MWC: Everything is Mobile Now

6 Mar 2017 • 10 minute read

 breakfast bytes logo Every year, Mobile World Congress (MWC) takes place in Barcelona, Spain. Historically, if you wander around the show floor, the biggest booths are the network equipment vendors, followed by the handset vendors. Of course, the network operators are here too. There are two other notable groups of booths. First, the suppliers into the industry, with everything from specialized antennas to offload digital signal processors. You also might have heard of a company called Cadence? They have a line of Tensilica processors that are widely used in mobile handsets.

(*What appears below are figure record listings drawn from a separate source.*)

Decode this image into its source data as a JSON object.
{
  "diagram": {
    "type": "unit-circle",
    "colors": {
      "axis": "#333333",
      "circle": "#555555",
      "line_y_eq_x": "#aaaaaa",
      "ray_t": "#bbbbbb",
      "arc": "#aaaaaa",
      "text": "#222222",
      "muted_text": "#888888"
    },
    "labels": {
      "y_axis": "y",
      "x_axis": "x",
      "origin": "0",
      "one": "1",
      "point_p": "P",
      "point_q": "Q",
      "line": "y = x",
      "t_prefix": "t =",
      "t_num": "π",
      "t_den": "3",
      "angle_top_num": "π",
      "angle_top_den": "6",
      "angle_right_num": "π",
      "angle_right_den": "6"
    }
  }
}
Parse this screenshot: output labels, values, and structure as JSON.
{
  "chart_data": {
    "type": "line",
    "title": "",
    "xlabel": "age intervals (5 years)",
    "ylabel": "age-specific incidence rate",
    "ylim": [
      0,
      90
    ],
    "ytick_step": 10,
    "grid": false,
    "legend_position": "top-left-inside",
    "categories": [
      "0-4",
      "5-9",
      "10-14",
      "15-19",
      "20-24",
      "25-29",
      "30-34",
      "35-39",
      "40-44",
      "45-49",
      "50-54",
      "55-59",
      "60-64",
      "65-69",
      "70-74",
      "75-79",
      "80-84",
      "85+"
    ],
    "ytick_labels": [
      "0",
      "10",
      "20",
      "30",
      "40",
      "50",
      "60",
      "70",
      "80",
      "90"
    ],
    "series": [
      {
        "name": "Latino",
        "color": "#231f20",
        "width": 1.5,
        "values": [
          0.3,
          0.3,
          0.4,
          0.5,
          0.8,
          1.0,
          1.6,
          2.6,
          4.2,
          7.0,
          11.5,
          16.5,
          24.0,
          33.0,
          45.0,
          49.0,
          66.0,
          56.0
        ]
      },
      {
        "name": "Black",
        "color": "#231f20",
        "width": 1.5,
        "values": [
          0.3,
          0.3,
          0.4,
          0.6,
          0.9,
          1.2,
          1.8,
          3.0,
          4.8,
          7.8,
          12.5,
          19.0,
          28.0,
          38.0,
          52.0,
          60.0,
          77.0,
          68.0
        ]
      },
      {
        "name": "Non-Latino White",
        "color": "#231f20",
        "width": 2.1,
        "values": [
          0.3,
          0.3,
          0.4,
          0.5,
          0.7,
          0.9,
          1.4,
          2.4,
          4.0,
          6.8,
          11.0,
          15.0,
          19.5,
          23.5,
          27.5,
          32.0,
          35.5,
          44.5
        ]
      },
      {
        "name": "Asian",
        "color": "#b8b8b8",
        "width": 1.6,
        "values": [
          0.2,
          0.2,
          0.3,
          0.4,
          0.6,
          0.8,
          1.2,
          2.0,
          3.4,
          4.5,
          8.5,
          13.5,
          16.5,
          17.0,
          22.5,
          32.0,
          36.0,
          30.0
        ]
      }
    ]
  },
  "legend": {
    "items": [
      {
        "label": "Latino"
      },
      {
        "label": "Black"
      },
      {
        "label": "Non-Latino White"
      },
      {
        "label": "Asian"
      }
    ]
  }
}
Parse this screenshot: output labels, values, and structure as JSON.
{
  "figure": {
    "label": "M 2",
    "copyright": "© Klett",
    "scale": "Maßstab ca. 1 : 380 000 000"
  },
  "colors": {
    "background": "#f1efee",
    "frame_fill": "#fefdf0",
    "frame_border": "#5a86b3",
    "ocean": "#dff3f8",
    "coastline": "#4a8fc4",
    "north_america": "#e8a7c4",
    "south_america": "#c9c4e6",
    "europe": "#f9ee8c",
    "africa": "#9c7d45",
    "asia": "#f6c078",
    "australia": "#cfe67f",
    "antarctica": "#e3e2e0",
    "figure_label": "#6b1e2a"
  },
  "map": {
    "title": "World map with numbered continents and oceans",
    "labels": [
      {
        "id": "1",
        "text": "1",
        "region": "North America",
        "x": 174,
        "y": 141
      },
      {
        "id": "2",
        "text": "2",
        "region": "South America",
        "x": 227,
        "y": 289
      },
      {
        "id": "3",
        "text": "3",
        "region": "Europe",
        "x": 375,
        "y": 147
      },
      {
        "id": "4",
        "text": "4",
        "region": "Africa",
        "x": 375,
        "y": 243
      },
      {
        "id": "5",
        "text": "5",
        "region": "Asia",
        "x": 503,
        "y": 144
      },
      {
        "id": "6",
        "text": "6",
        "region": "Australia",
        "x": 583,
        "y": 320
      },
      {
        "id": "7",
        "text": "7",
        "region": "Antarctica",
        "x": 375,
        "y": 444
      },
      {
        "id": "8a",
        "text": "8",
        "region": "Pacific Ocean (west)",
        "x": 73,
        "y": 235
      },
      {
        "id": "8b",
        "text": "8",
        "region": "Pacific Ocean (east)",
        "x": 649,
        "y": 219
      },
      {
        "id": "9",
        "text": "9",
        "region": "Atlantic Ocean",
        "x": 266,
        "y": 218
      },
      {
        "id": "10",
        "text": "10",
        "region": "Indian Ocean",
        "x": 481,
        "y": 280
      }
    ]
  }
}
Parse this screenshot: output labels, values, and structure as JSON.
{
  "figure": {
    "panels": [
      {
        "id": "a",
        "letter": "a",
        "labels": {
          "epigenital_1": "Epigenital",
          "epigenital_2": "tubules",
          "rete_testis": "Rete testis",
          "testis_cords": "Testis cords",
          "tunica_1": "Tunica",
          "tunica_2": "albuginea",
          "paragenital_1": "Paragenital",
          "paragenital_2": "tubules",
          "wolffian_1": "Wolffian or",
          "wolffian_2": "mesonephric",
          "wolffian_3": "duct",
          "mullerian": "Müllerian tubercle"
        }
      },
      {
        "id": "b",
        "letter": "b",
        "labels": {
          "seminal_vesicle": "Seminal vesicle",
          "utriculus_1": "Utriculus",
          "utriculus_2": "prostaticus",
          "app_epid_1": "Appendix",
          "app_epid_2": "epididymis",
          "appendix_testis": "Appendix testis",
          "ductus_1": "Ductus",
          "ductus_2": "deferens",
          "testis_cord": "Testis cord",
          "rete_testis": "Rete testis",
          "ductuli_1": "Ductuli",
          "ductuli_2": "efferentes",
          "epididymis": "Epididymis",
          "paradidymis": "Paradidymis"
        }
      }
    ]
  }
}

Normally I would report from Barcelona as the event unfolds, but with both DVCon and the SPIE Advanced Lithography Conference happening at the same time, Cadence announced some new products so those slots on my calendar got preempted. For more details, see Xcelium: Parallel Simulation for the Next Decade, Protium: Next Generation FPGA Prototyping, and Litho Physical Analyzer PLUS.

Mobile is very important to the semiconductor industry (and its supporting ecosystem of tools and IP, which obviously includes Cadence). It is the biggest consumer of silicon by a long way. it drives new process nodes, new packaging technology, and new tool capabilities since it is first to need everything. So watching what is going on in mobile is very important.

I have attended several of the keynote sessions, enough that some major themes have started to emerge. But I'll talk about those in tomorrow's post.

Sustainable Development Goals

 Another keynote was on Achieving Sustainable Development Goals through Mobile. The UN sustainable development goals are the mark II version of the millennium development goals (MDG). The MDG were an attempt to turn vague platitudes into something more focused and measurable. Presented were eight goals:

  1. Eradicate extreme poverty and hunger
  2. Achieve universal primary education
  3. Promote gender equality and empower women
  4. Reduce child mortality
  5. Improve maternal health
  6. Combat HIV/Aids, malaria and other diseases
  7. Ensure environmental sustainability
  8. Global partnership for development

To me, the first 6 are reasonably measurable, the last two are feel-good goals (I'm not really sure what the 8th one even really means). The goals were set in 2000 with the target being to achieve them by 2015. They indeed served to focus a lot of efforts and a lot of progress was made in those 15 years. So the UN decided to do it again, but instead of the goals being created by a tiny team, this time it was created by a huge committee with the result that the new Sustainable Development Goals (SDG) are anything but focused. There are 169 targets. As is always the case, when everything is a top priority, nothing is—so I doubt that they will have the same positive catalyzing effect that the original MDG had.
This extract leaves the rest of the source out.